Extreme Testing Could Be the Future Of Education

Impact

"Taking a test." Most people, at the sound of those three words, imagine sitting in a room with a pencil and paper, scrawling essays or dutifully filling in Scantron sheets. The experience is commonly imagined to be equal parts boring and stressful. Increasingly, tests determine economic and social standing ... and there seem to more of them every year, for all age groups and professions. In 2008, one count has it that 50 million tests were administered to k-12 students.

However, the practice of administering tests may be changing in response to criticisms that tests are biased, encourage an ineffective type of rote learning, and encourage cheating by both students and teachers. For the latter, I'm shocked at how often a new scandal emerges. Atlanta is the most recent cheating teacher incident, in case you're keeping track.

A new paradigm of testing is emerging along with new educational philosophies that encourage collaboration, problem-solving, and practical application of abstract knowledge. 

Anecdotally, I think this type of testing has a lot to recommend for it. As a college sophomore, I remember that my economics class involved several simulated experiments. In one, students were pooled at computers. Some were told to sell a product for as much as they could get and others were told to buy as much of the product that they could for a given allotment of money. The interesting thing was that a market for the good had not been established, so that no one knew how much to sell for or to buy for. But over the course of just a few minutes, the constraints operating on the various sellers and buyers resulted in a market price shaking out. I sat at my computer and marveled at how quickly it had all happened. I found that I simply could not sell my goods for any higher than a certain target price. The market has spoken.

The orientation toward games is only present in college and it's not just about economics.

Some educational professionals are already seriously debating the wisdom of making learning whether biology or reading into a game, complete with rewards, opportunities for creativity, and all the rest. This would be a kind of PolicyMic for education, and it's already being practiced like places such as Quest To Learn, a New York City charter school that schedules classroom activities as quests. In that program, they ask students to make maps, plan expeditions, and calculate expenditures for their budget. To complete these missions, quests, or whatever you want to call them, the student must master the relevant skills (if you're interested in hearing more about the philosophy of gamification, see this post).

The possibilities for this new type of testing are extreme. Take, for example, the test that UCLA ecology professor Peter Nonacs recently gave to his class on the biological applications for game theory. He told them that the test would be hard, but that they could use whatever nefarious tactics they could come up with to succeed ... even talking during the test, using the Internet, and copying the answers of other students. His idea was that it's a jungle out there, and why not communicate that fact by turning the classroom into one as well?

I think the idea could work, and it shows how much more fun it can be to play games rather than to merely memorize information. Nonacs reported that his class did better than average and that their scheming leading up to the actual test day helped them appreciate strategic action and strategic thinking by forcing them to live it.

There are provisos, though, and lessons for what could be done in the future.

First, allowing students to "live" a certain subject area may not be the best way to learn about it, and that's because knowing how to do something is very different than knowing that something is the case. For instance, insects behave strategically in certain hive organizations they "live" game theory every day but that doesn't make them experts about game theory. Of course, the students didn't just execute game theoretical strategies; one presumes that they reflected at least a little bit on what they were doing, and so learned something that way. 

The other thing to keep in mind is that unleashing the creativity of a college class on getting a good grade mirrors the way that cooperation can be good for a species or community, but in education, we care very much about the attainment of individual students. In other words, the fact that the class came up with a good answer to the test question (there was only one big question that Nonacs asked) says very little about what each student learned. What about the kid in the back who is charming and uses his social capital to earn him the right to copy answers? Or what about the person who searches the Internet to answer questions as the dialogue goes on, but knows very little about how those answers link together?

To remedy these flaws, one could imagine introducing multiple variants of the test that was administered at UCLA. For instance, what if the professor randomly selected five students from the lecture hall to take a second pencil and paper test after the first test was turned in? Free-riders would be put at risk by such a strategy, introducing a whole new strategic dynamic into the process. Or what if you were unknowingly paired with another student in the room, and his grade was yours and your grade was his? Again, the incentive would be on making sure that even the marginal students "got it." Other variations could be even wilder: what if there were no absolute grades, only class ranks? This would probably create a vicious kind of competition, in which students might have reason to lie to each other about the answers and to introduce distractions.

These variants would not be boring pencil and paper affairs, but some of them might be even more stressful than the rules we have now: one person, one test.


> _Task to carry out_
Determine how many lines in the records that follow hold the string "الاسترجاع". Only that number should be returned.

> _Raw data_

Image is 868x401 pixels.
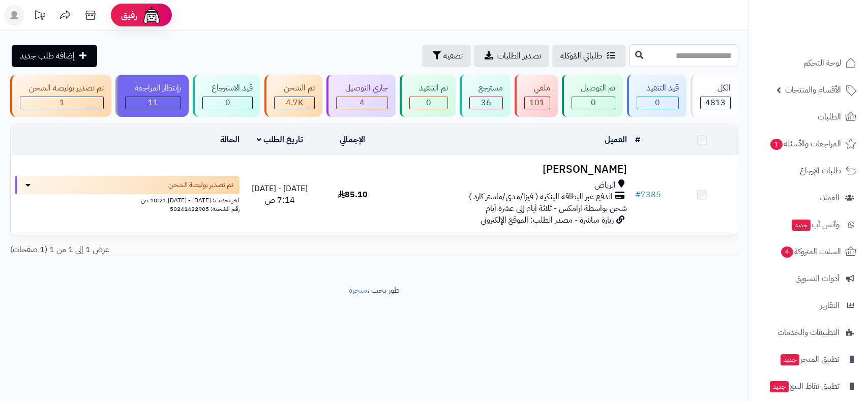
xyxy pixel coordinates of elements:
span: طلباتي المُوكلة [560,50,602,62]
a: جاري التوصيل 4 [324,74,397,117]
div: 0 [203,97,252,109]
span: التطبيقات والخدمات [778,325,839,339]
a: التقارير [755,293,862,317]
a: إضافة طلب جديد [11,45,97,67]
a: قيد الاسترجاع 0 [191,74,262,117]
h3: [PERSON_NAME] [393,164,627,175]
span: جديد [769,381,788,393]
div: 4 [336,97,387,109]
span: 0 [655,96,660,109]
a: الإجمالي [339,134,365,146]
span: [DATE] - [DATE] 7:14 ص [251,182,308,207]
a: متجرة [349,284,367,296]
span: الدفع عبر البطاقة البنكية ( فيزا/مدى/ماستر كارد ) [469,191,613,203]
div: تم التنفيذ [409,82,447,94]
div: 0 [410,97,447,109]
span: تطبيق المتجر [779,352,839,367]
span: رقم الشحنة: 50241432905 [170,204,239,213]
a: التطبيقات والخدمات [755,320,862,345]
a: بإنتظار المراجعة 11 [113,74,190,117]
a: لوحة التحكم [755,51,862,75]
span: الطلبات [817,110,841,124]
div: 101 [525,97,549,109]
span: 1 [59,96,65,109]
span: إضافة طلب جديد [20,50,74,62]
span: 0 [426,96,431,109]
a: تصدير الطلبات [474,45,549,67]
a: العملاء [755,185,862,210]
a: ملغي 101 [513,74,559,117]
span: جديد [781,355,799,365]
span: 0 [591,96,596,109]
a: تحديثات المنصة [27,5,52,28]
div: عرض 1 إلى 1 من 1 (1 صفحات) [2,244,374,256]
img: ai-face.png [141,5,162,25]
span: رفيق [121,9,137,21]
a: الطلبات [755,105,862,129]
a: تم تصدير بوليصة الشحن 1 [8,74,113,117]
div: بإنتظار المراجعة [125,82,181,94]
div: قيد التنفيذ [636,82,678,94]
div: ملغي [524,82,550,94]
a: #7385 [635,188,661,200]
div: جاري التوصيل [336,82,388,94]
span: أدوات التسويق [795,271,839,286]
a: تم الشحن 4.7K [262,74,324,117]
div: قيد الاسترجاع [202,82,253,94]
div: 1 [21,97,103,109]
span: 85.10 [337,188,368,200]
div: اخر تحديث: [DATE] - [DATE] 10:21 ص [14,194,239,205]
span: 101 [529,96,544,109]
div: 0 [572,97,614,109]
span: 11 [148,96,158,109]
span: 0 [226,96,230,109]
div: تم الشحن [274,82,314,94]
div: الكل [700,82,731,94]
span: 4.7K [286,96,303,109]
span: الرياض [595,179,616,191]
div: تم تصدير بوليصة الشحن [20,82,104,94]
span: 36 [481,96,491,109]
span: تطبيق نقاط البيع [769,379,839,393]
div: مسترجع [469,82,503,94]
a: أدوات التسويق [755,267,862,291]
a: الكل4813 [688,74,740,117]
span: التقارير [820,298,839,313]
a: تاريخ الطلب [257,134,303,146]
a: السلات المتروكة4 [755,239,862,264]
span: 1 [770,139,782,150]
span: 4 [359,96,365,109]
span: 4 [781,247,793,257]
a: قيد التنفيذ 0 [625,74,688,117]
div: 11 [125,97,180,109]
a: مسترجع 36 [457,74,513,117]
a: تطبيق نقاط البيعجديد [755,374,862,399]
button: تصفية [422,45,471,67]
a: طلباتي المُوكلة [552,45,625,67]
a: تطبيق المتجرجديد [755,347,862,371]
a: # [635,134,640,146]
a: العميل [604,134,627,146]
span: العملاء [819,191,839,205]
span: تصدير الطلبات [497,50,541,62]
a: وآتس آبجديد [755,213,862,237]
span: وآتس آب [791,218,839,232]
div: تم التوصيل [571,82,615,94]
span: طلبات الإرجاع [800,164,841,178]
a: تم التنفيذ 0 [397,74,457,117]
a: طلبات الإرجاع [755,159,862,183]
span: جديد [791,219,810,231]
div: 0 [637,97,677,109]
span: تم تصدير بوليصة الشحن [169,180,233,190]
span: شحن بواسطة ارامكس - ثلاثة أيام إلى عشرة أيام [485,202,627,214]
span: السلات المتروكة [780,245,841,259]
span: 4813 [705,96,725,109]
span: لوحة التحكم [803,56,841,70]
span: الأقسام والمنتجات [785,83,841,97]
a: الحالة [220,134,239,146]
a: تم التوصيل 0 [560,74,625,117]
div: 4659 [274,97,314,109]
span: زيارة مباشرة - مصدر الطلب: الموقع الإلكتروني [481,214,614,226]
span: تصفية [443,50,462,62]
div: 36 [470,97,502,109]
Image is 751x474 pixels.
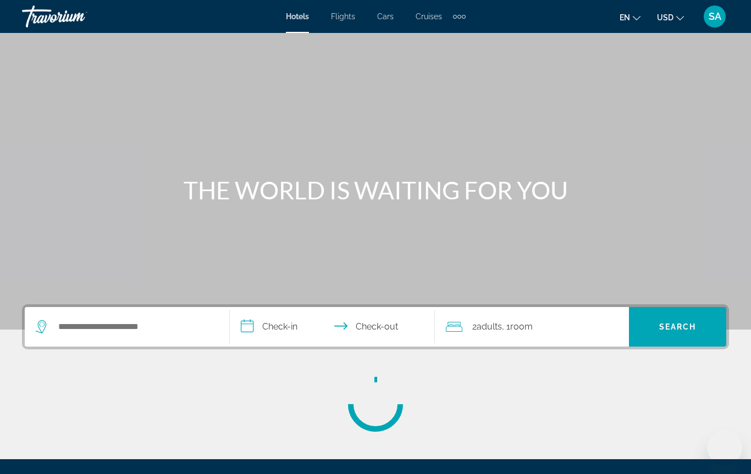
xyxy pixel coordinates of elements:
[657,13,673,22] span: USD
[629,307,726,347] button: Search
[709,11,721,22] span: SA
[477,322,502,332] span: Adults
[416,12,442,21] a: Cruises
[435,307,629,347] button: Travelers: 2 adults, 0 children
[57,319,213,335] input: Search hotel destination
[169,176,582,205] h1: THE WORLD IS WAITING FOR YOU
[453,8,466,25] button: Extra navigation items
[472,319,502,335] span: 2
[657,9,684,25] button: Change currency
[700,5,729,28] button: User Menu
[620,13,630,22] span: en
[620,9,640,25] button: Change language
[707,430,742,466] iframe: Button to launch messaging window
[331,12,355,21] a: Flights
[377,12,394,21] a: Cars
[659,323,697,332] span: Search
[502,319,533,335] span: , 1
[510,322,533,332] span: Room
[230,307,435,347] button: Select check in and out date
[22,2,132,31] a: Travorium
[286,12,309,21] a: Hotels
[25,307,726,347] div: Search widget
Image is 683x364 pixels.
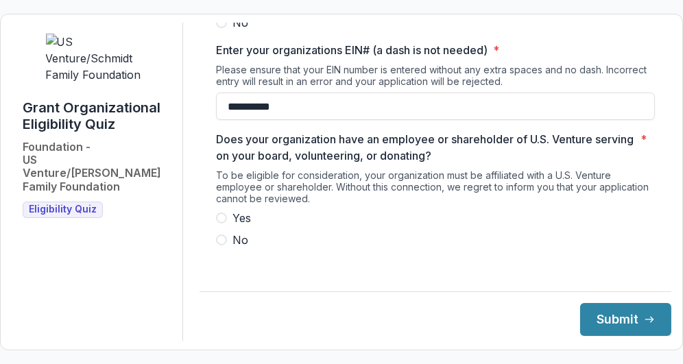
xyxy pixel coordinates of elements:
[29,204,97,215] span: Eligibility Quiz
[216,131,635,164] p: Does your organization have an employee or shareholder of U.S. Venture serving on your board, vol...
[233,210,251,226] span: Yes
[216,64,655,93] div: Please ensure that your EIN number is entered without any extra spaces and no dash. Incorrect ent...
[23,141,172,193] h2: Foundation - US Venture/[PERSON_NAME] Family Foundation
[216,169,655,210] div: To be eligible for consideration, your organization must be affiliated with a U.S. Venture employ...
[580,303,672,336] button: Submit
[233,232,248,248] span: No
[233,14,248,31] span: No
[216,42,488,58] p: Enter your organizations EIN# (a dash is not needed)
[46,34,149,83] img: US Venture/Schmidt Family Foundation
[23,99,172,132] h1: Grant Organizational Eligibility Quiz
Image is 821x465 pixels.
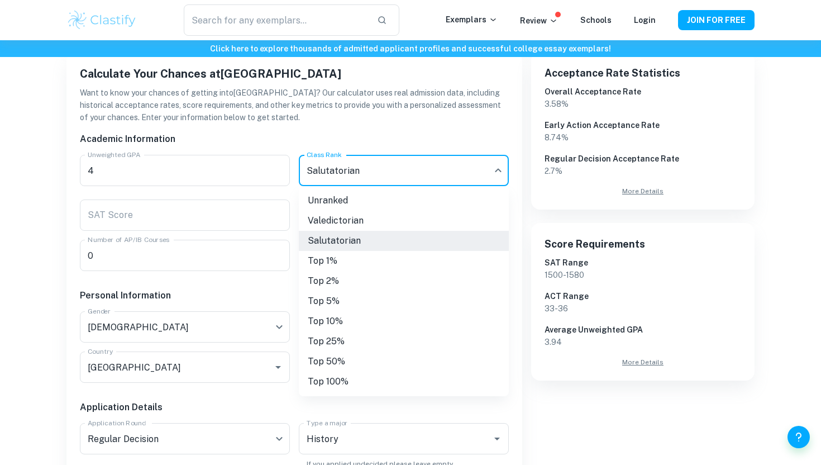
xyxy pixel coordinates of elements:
li: Salutatorian [299,231,509,251]
li: Top 50% [299,351,509,371]
li: Top 5% [299,291,509,311]
li: Top 2% [299,271,509,291]
li: Top 25% [299,331,509,351]
li: Top 10% [299,311,509,331]
li: Top 100% [299,371,509,392]
li: Unranked [299,190,509,211]
li: Top 1% [299,251,509,271]
li: Valedictorian [299,211,509,231]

> _The answer_
2